He should stay.Confront the man she waited for, send him away, keep the little mouse to himself.She was amusing.Had a steel backbone.Was she unwed?
Elixir thoughts.Useless.
Yet he was striding across the room and slipping behind the curtain, letting the darkness swallow him as he curled around her.She squeaked, and the door he could no longer see swooshed open.Footsteps and muffled laughter, as if lips were touching lips as whomever entered laughed.The click of a lock.
As his vision grew used to the curtained dark, he found her staring at him with eyes wide as innocence and glowing gold with anger.He lifted a finger to his lips.Those wide eyes narrowed.If a finger to the lips meantquiet, those narrowed eyes meantfuck right off.He swallowed a laugh, bit the inside of his cheek to keep from doing it again.
He bent low over her until his lips did brush her ear.“Stuck here with me.”The words barely audible.
Her hands fisted in his jacket, and she jerked him down low, her lips brushing against his ear now, her warm breath coasting a shiver down his spine.“You jackanapes!”
He cupped the back of her neck.“Willing to risk discovery with insults?”
“There’s a window,” she hissed, her entire body tight and tense in his light hold.
“Wanna put money on whether it creaks or not when it’s opened?I bet it does, darling.This lot has no money for fixing squeaking windows.”
Her hands were fisting so hard in his jacket, he knew—knew—she’d like to stomp his foot.
She wouldn’t.Wouldn’t risk a yelp, risk discovery.Fiery little mouse, wasn’t she?
“Slow down, Polly!”A woman’s voice, not his companion’s.“You’ve been worthless since the opium.Cock limp as a dead fish.And now whisky?”
“It’s good whisky,” a man said.Polly, presumably.“God, you’re gorgeous, Lissy.No dead fish tonight, no matter how much I’ve smoked.”
“Your bride’s glamour isn’t working.I saw her tonight in the ballroom.She’s pretty, actually.”
“Is she?Hadn’t noticed.”
The little mouse in his arms stiffened.
“Your glamours, Polly…” Lissy was hesitant to say something.“None of them seem to be working right.”
“It takes time,” Polly roared.Silence, then, softer, “You know the talent is unreliable in the first month or two after it’s transferred.A fellow can’t practice the talent until he has it.That’s all this is.”
“As you say, Polly.”
“Think he’s downed the entire bottle?”Temple mumbled, his mouth still close to the lady’s ear.His teeth close to her earlobe.He could give it a little nip, a little tug to see what kind of noise she’d make.When she didn’t answer (not that he wanted an answer), he said, “What’s your name, darling?”his thumb was stroking her neck.He liked holding her close.
She jabbed him in the ribs.
And he liked it.
Didn’t want to like it.Fake.All of this desire coursing through him entirely fake.Like the ton, like the illusions they mastered.Didn’t seem to matter.He wanted to make the brazen little mouse in his arms purr with pleasure.
He nuzzled her neck.
She swatted him away, her scowl more potent than her swing.
“Lissy,” the man on the other side of the curtain said, “I want you.I’ve never wanted you so much as I do now.”
“What?Here?Now?”Lissy seemed pleased, her voice rolling and languid.
“Yes.I’m ravenous for you.”
The sounds of kissing.Wet smacks and grunts and clashing teeth.Moans and pleas and—oh.Damn.That kind of echoing smack usually resulted in a lasting hand imprint on someone’s backside.
The woman in Temple’s arms dropped her forehead against his chest with a groan.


WHAT NEEDS TO BE DONE:
Whenever a line of the listing contains the string "colon", return that line.

--- SUPPLIED MATERIAL ---

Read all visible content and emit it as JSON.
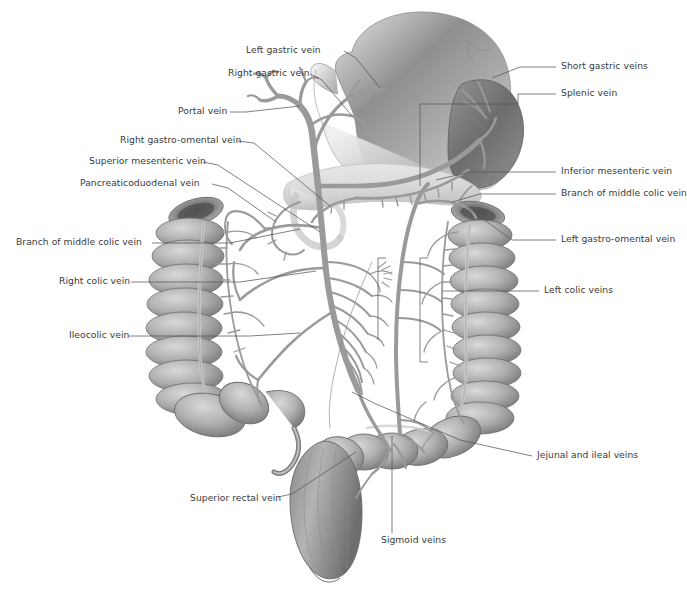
{
  "figure": {
    "background_color": "#ffffff",
    "text_color": "#3a3a3a",
    "leader_color": "#555555",
    "vessel_color": "#9a9a9a",
    "organ_light": "#d8d8d8",
    "organ_mid": "#a8a8a8",
    "organ_dark": "#6f6f6f"
  },
  "labels": {
    "left_gastric_vein": "Left gastric vein",
    "right_gastric_vein": "Right gastric vein",
    "portal_vein": "Portal vein",
    "right_gastro_omental_vein": "Right  gastro-omental vein",
    "superior_mesenteric_vein": "Superior mesenteric vein",
    "pancreaticoduodenal_vein": "Pancreaticoduodenal vein",
    "branch_middle_colic_left": "Branch of middle colic vein",
    "right_colic_vein": "Right  colic vein",
    "ileocolic_vein": "Ileocolic vein",
    "short_gastric_veins": "Short gastric veins",
    "splenic_vein": "Splenic vein",
    "inferior_mesenteric_vein": "Inferior mesenteric vein",
    "branch_middle_colic_right": "Branch of middle colic vein",
    "left_gastro_omental_vein": "Left gastro-omental vein",
    "left_colic_veins": "Left  colic veins",
    "jejunal_and_ileal_veins": "Jejunal and ileal veins",
    "superior_rectal_vein": "Superior rectal vein",
    "sigmoid_veins": "Sigmoid veins"
  },
  "label_positions": {
    "left_gastric_vein": {
      "side": "l",
      "x": 246,
      "y": 48
    },
    "right_gastric_vein": {
      "side": "l",
      "x": 228,
      "y": 70
    },
    "portal_vein": {
      "side": "l",
      "x": 178,
      "y": 111
    },
    "right_gastro_omental_vein": {
      "side": "l",
      "x": 122,
      "y": 138
    },
    "superior_mesenteric_vein": {
      "side": "l",
      "x": 92,
      "y": 159
    },
    "pancreaticoduodenal_vein": {
      "side": "l",
      "x": 82,
      "y": 181
    },
    "branch_middle_colic_left": {
      "side": "l",
      "x": 16,
      "y": 240
    },
    "right_colic_vein": {
      "side": "l",
      "x": 62,
      "y": 279
    },
    "ileocolic_vein": {
      "side": "l",
      "x": 70,
      "y": 333
    },
    "short_gastric_veins": {
      "side": "r",
      "x": 560,
      "y": 64
    },
    "splenic_vein": {
      "side": "r",
      "x": 560,
      "y": 91
    },
    "inferior_mesenteric_vein": {
      "side": "r",
      "x": 560,
      "y": 169
    },
    "branch_middle_colic_right": {
      "side": "r",
      "x": 560,
      "y": 191
    },
    "left_gastro_omental_vein": {
      "side": "r",
      "x": 560,
      "y": 237
    },
    "left_colic_veins": {
      "side": "r",
      "x": 543,
      "y": 288
    },
    "jejunal_and_ileal_veins": {
      "side": "r",
      "x": 536,
      "y": 453
    },
    "superior_rectal_vein": {
      "side": "l",
      "x": 190,
      "y": 498
    },
    "sigmoid_veins": {
      "side": "r",
      "x": 381,
      "y": 539
    }
  },
  "structures": [
    "stomach",
    "spleen",
    "pancreas",
    "duodenum",
    "ascending-colon",
    "transverse-colon",
    "descending-colon",
    "sigmoid-colon",
    "rectum",
    "cecum",
    "appendix",
    "mesenteric-vein-arcade"
  ]
}
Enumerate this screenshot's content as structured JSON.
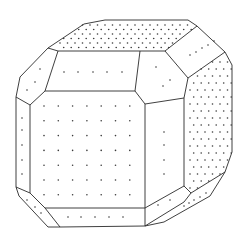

---

OUTPUT FOR THIS TASK:
    "ascending-colon",
    "transverse-colon",
    "descending-colon",
    "sigmoid-colon",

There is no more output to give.